In a front-page story last week in the Los Angeles Times, Pulitzer Prize-winning reporter Bettina Boxall used an oblique structure, gritty detail, and a plethora of conflicting quotes to give a sense of the trouble surrounding a plan to put a massive new straw from the State Water Project into the Sacramento-San Joaquin Delta.
Here's the crux, from UC Davis scientist Jeffrey Mount, who has been calling for action for years now:
"I am uncertain about how this will work out," said UC Davis geology professor Jeffrey Mount, who has repeatedly warned of the delta's vulnerability to a destructive earthquake. "The only certainty I have is that if it doesn't work out, we will all get worse together."
The trouble is, as a reporter, Boxall can hint that things are falling apart — by, for example, focusing on a farmer who won't even allow sampling on his land, so inalterably opposed is he to any such deal — but she can't flat-out say it, because that would be predicting the future, which isn't news.
Dan Walters, a columnist, can flat-out say that things are falling apart. Walters has been covering Sacramento politics for the Bee since I was in college, so when he says that last year's tentative pact between water districts, environmentalists, and state water managers to "fix" the Sacramento-San Joaquin Delta is coming apart at the seams, it behooves us to listen.
In a recent column, he wrote:
[Jerry] Brown’s plan endorses “a peripheral canal or tunnel” and generally supports the Schwarzenegger plan’s goals, but pointedly does not endorse the bond issue, which has been criticized for its pork barrel aspects and its use of taxpayer-supported bonds to finance water projects, rather than user fees.
Brown’s plan says that “beneficiaries — or users — of water infrastructure projects should pay their share of the costs of those projects. … The projects must be cost-effective and make long-term sense.”
Meanwhile, the huge Westlands Water District has pulled out of an effort to resolve the perennial peripheral canal debate called the Bay Delta Conservation Plan, echoing the farmer-environmentalist alliance that killed Brown’s version 28 years ago.
The peripheral canal conflict and the delay in the bond issue imply that the entire Schwarzenegger plan may be collapsing.
Prediction: Jerry Brown is going to be so overwhelmed dealing with the monster state budget deficit he won't even have time to think about building a monster pipe to carry water out of the Delta.
Here's Luis Sinco's image, to go with Boxall's story about the "alternative conveyance."
Tells the story, methinks…a pipe in trouble.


• _The task_
Which lines of the data hold the word "Output"? Copy all of them.

┌──

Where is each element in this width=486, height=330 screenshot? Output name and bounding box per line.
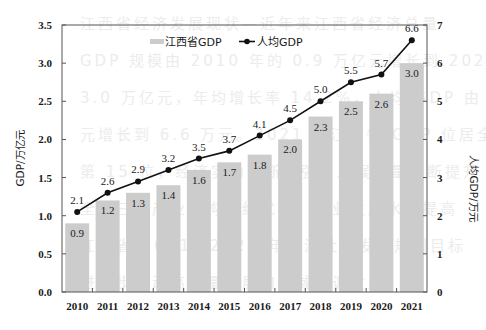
right-axis-tick-label: 5 [437, 95, 443, 107]
x-axis-tick-label: 2021 [401, 300, 423, 312]
bar-2020 [369, 94, 393, 292]
legend-line-marker [244, 39, 250, 45]
x-axis-tick-label: 2015 [218, 300, 241, 312]
line-value-label: 2.9 [131, 163, 145, 175]
right-axis-tick-label: 0 [437, 286, 443, 298]
chart: 0.00.51.01.52.02.53.03.50123456720102011… [0, 0, 486, 330]
bar-value-label: 2.6 [375, 98, 389, 110]
line-value-label: 3.2 [162, 152, 176, 164]
bar-2013 [156, 185, 180, 292]
bar-2016 [248, 155, 272, 292]
line-marker [74, 209, 80, 215]
line-value-label: 3.5 [192, 141, 206, 153]
line-marker [318, 98, 324, 104]
bar-2014 [187, 170, 211, 292]
right-axis-tick-label: 6 [437, 57, 443, 69]
legend-bar-label: 江西省GDP [165, 36, 222, 49]
right-axis-tick-label: 7 [437, 19, 443, 31]
line-marker [196, 156, 202, 162]
line-value-label: 5.5 [344, 64, 358, 76]
line-value-label: 2.1 [70, 194, 84, 206]
x-axis-tick-label: 2011 [97, 300, 118, 312]
line-value-label: 2.6 [101, 175, 115, 187]
bar-value-label: 1.3 [131, 197, 145, 209]
left-axis-tick-label: 3.5 [38, 19, 52, 31]
bar-value-label: 1.6 [192, 174, 206, 186]
left-axis-title: GDP/万亿元 [14, 129, 26, 186]
bar-value-label: 1.2 [101, 204, 115, 216]
bar-value-label: 2.0 [283, 143, 297, 155]
bar-value-label: 2.3 [314, 121, 328, 133]
bar-value-label: 1.8 [253, 159, 267, 171]
x-axis-tick-label: 2019 [340, 300, 363, 312]
right-axis-tick-label: 3 [437, 172, 443, 184]
bar-value-label: 3.0 [405, 67, 419, 79]
legend-bar-swatch [150, 39, 164, 44]
left-axis-tick-label: 1.5 [38, 172, 52, 184]
line-marker [378, 72, 384, 78]
line-marker [165, 167, 171, 173]
x-axis-tick-label: 2010 [66, 300, 89, 312]
left-axis-tick-label: 3.0 [38, 57, 52, 69]
x-axis-tick-label: 2012 [127, 300, 150, 312]
line-marker [348, 79, 354, 85]
bar-2017 [278, 139, 302, 292]
right-axis-tick-label: 1 [437, 248, 443, 260]
left-axis-tick-label: 2.5 [38, 95, 52, 107]
bar-2018 [309, 117, 333, 292]
line-marker [105, 190, 111, 196]
line-value-label: 6.6 [405, 22, 419, 34]
bar-2021 [400, 63, 424, 292]
right-axis-title: 人均GDP/万元 [468, 155, 480, 222]
bar-value-label: 1.7 [222, 166, 236, 178]
bar-value-label: 2.5 [344, 105, 358, 117]
bar-value-label: 1.4 [162, 189, 176, 201]
bar-2015 [217, 162, 241, 292]
x-axis-tick-label: 2020 [370, 300, 393, 312]
left-axis-tick-label: 1.0 [38, 210, 52, 222]
line-value-label: 3.7 [222, 133, 236, 145]
line-marker [226, 148, 232, 154]
left-axis-tick-label: 0.0 [38, 286, 52, 298]
legend-line-label: 人均GDP [257, 36, 303, 49]
x-axis-tick-label: 2014 [188, 300, 211, 312]
x-axis-tick-label: 2013 [157, 300, 180, 312]
line-marker [287, 117, 293, 123]
left-axis-tick-label: 2.0 [38, 133, 52, 145]
right-axis-tick-label: 4 [437, 133, 443, 145]
bar-2019 [339, 101, 363, 292]
line-value-label: 4.5 [283, 102, 297, 114]
line-marker [257, 133, 263, 139]
line-value-label: 4.1 [253, 118, 267, 130]
left-axis-tick-label: 0.5 [38, 248, 52, 260]
x-axis-tick-label: 2018 [310, 300, 333, 312]
line-value-label: 5.0 [314, 83, 328, 95]
x-axis-tick-label: 2017 [279, 300, 302, 312]
line-value-label: 5.7 [375, 57, 389, 69]
line-marker [409, 37, 415, 43]
right-axis-tick-label: 2 [437, 210, 443, 222]
x-axis-tick-label: 2016 [249, 300, 272, 312]
line-marker [135, 178, 141, 184]
bar-value-label: 0.9 [70, 227, 84, 239]
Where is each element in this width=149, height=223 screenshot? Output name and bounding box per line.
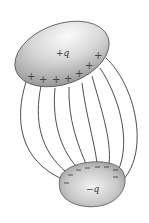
field-line (38, 86, 66, 172)
negative-charge-label: −q (86, 184, 100, 194)
field-line (82, 83, 97, 163)
diagram-canvas: +q + + + + + + + −q (0, 0, 149, 223)
plus-sign: + (75, 68, 83, 79)
positive-conductor: +q + + + + + + + (6, 9, 119, 99)
plus-sign: + (52, 74, 60, 85)
positive-charge-label: +q (56, 48, 70, 58)
field-line (21, 82, 62, 179)
plus-sign: + (64, 73, 72, 84)
plus-sign: + (94, 50, 102, 61)
plus-sign: + (85, 60, 93, 71)
negative-conductor: −q (59, 162, 125, 207)
plus-sign: + (39, 74, 47, 85)
plus-sign: + (27, 71, 35, 82)
field-line (69, 87, 86, 164)
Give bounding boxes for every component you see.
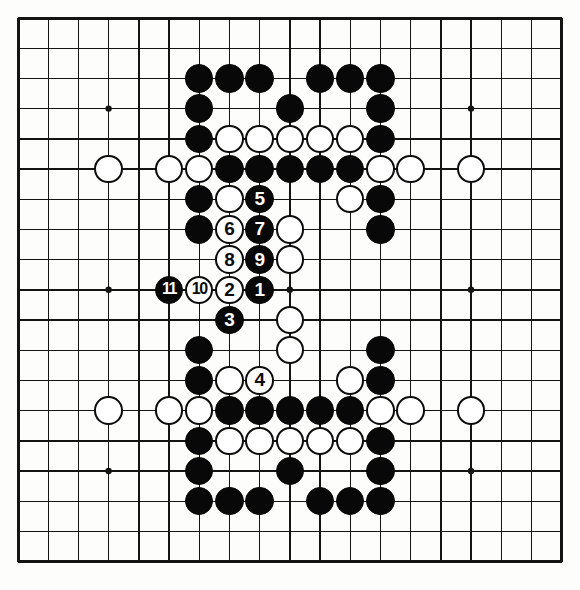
- go-diagram: 5678911102134: [0, 0, 580, 590]
- go-stone-white: [276, 125, 304, 153]
- go-stone-white: [336, 366, 364, 394]
- move-number-label: 11: [162, 281, 176, 297]
- go-stone-black: [276, 457, 304, 485]
- go-stone-white: 4: [245, 366, 273, 394]
- go-stone-black: [336, 396, 364, 424]
- go-stone-black: [306, 64, 334, 92]
- go-stone-white: [245, 125, 273, 153]
- go-stone-black: [366, 336, 394, 364]
- go-stone-white: [94, 396, 122, 424]
- go-stone-black: [366, 94, 394, 122]
- star-point: [105, 468, 111, 474]
- go-stone-white: [306, 427, 334, 455]
- go-stone-black: [185, 94, 213, 122]
- go-stone-white: [245, 427, 273, 455]
- go-stone-white: [276, 427, 304, 455]
- go-stone-black: [366, 125, 394, 153]
- go-stone-black: [185, 215, 213, 243]
- go-stone-black: [215, 64, 243, 92]
- star-point: [287, 287, 293, 293]
- go-stone-white: [276, 215, 304, 243]
- go-stone-white: [276, 306, 304, 334]
- go-stone-black: [306, 396, 334, 424]
- go-stone-white: [185, 396, 213, 424]
- move-number-label: 4: [255, 370, 265, 389]
- go-stone-white: 2: [215, 276, 243, 304]
- go-stone-white: [276, 245, 304, 273]
- go-stone-black: [276, 155, 304, 183]
- go-stone-white: [94, 155, 122, 183]
- go-stone-black: [245, 155, 273, 183]
- move-number-label: 10: [192, 281, 207, 297]
- go-stone-white: [215, 427, 243, 455]
- move-number-label: 6: [224, 219, 234, 238]
- star-point: [105, 105, 111, 111]
- move-number-label: 8: [224, 250, 234, 269]
- move-number-label: 2: [224, 280, 234, 299]
- go-stone-white: [396, 155, 424, 183]
- go-stone-white: [306, 125, 334, 153]
- go-stone-black: [366, 487, 394, 515]
- go-stone-black: [366, 457, 394, 485]
- go-stone-black: [366, 215, 394, 243]
- go-stone-black: 3: [215, 306, 243, 334]
- go-stone-black: [276, 396, 304, 424]
- move-number-label: 9: [255, 250, 265, 269]
- go-stone-black: 1: [245, 276, 273, 304]
- go-stone-black: [215, 396, 243, 424]
- go-stone-black: [185, 366, 213, 394]
- go-stone-black: [245, 396, 273, 424]
- go-stone-black: 11: [155, 276, 183, 304]
- go-stone-white: [215, 125, 243, 153]
- go-stone-white: [396, 396, 424, 424]
- star-point: [468, 468, 474, 474]
- go-stone-black: [366, 427, 394, 455]
- star-point: [105, 287, 111, 293]
- move-number-label: 1: [255, 280, 265, 299]
- go-stone-black: [245, 487, 273, 515]
- go-stone-white: [155, 396, 183, 424]
- go-stone-black: [215, 155, 243, 183]
- go-stone-white: 8: [215, 245, 243, 273]
- go-stone-white: [215, 185, 243, 213]
- go-stone-black: [336, 64, 364, 92]
- go-stone-black: [215, 487, 243, 515]
- go-stone-black: 7: [245, 215, 273, 243]
- go-stone-black: [366, 366, 394, 394]
- move-number-label: 3: [224, 310, 234, 329]
- move-number-label: 7: [255, 219, 265, 238]
- go-stone-white: [366, 396, 394, 424]
- star-point: [468, 105, 474, 111]
- star-point: [468, 287, 474, 293]
- go-stone-black: 9: [245, 245, 273, 273]
- go-board-grid: [0, 0, 580, 590]
- go-stone-black: [366, 64, 394, 92]
- move-number-label: 5: [255, 189, 265, 208]
- go-stone-black: [185, 64, 213, 92]
- go-stone-black: 5: [245, 185, 273, 213]
- go-stone-white: [457, 396, 485, 424]
- go-stone-black: [276, 94, 304, 122]
- go-stone-white: [215, 366, 243, 394]
- go-stone-white: 6: [215, 215, 243, 243]
- go-stone-white: [366, 155, 394, 183]
- go-stone-black: [366, 185, 394, 213]
- go-stone-black: [245, 64, 273, 92]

└──

• _Solution for this task_
Where is each element in this width=486, height=330 screenshot? Output name and bounding box per line.
Where is each element in this width=149, height=223 screenshot? Output name and bounding box per line.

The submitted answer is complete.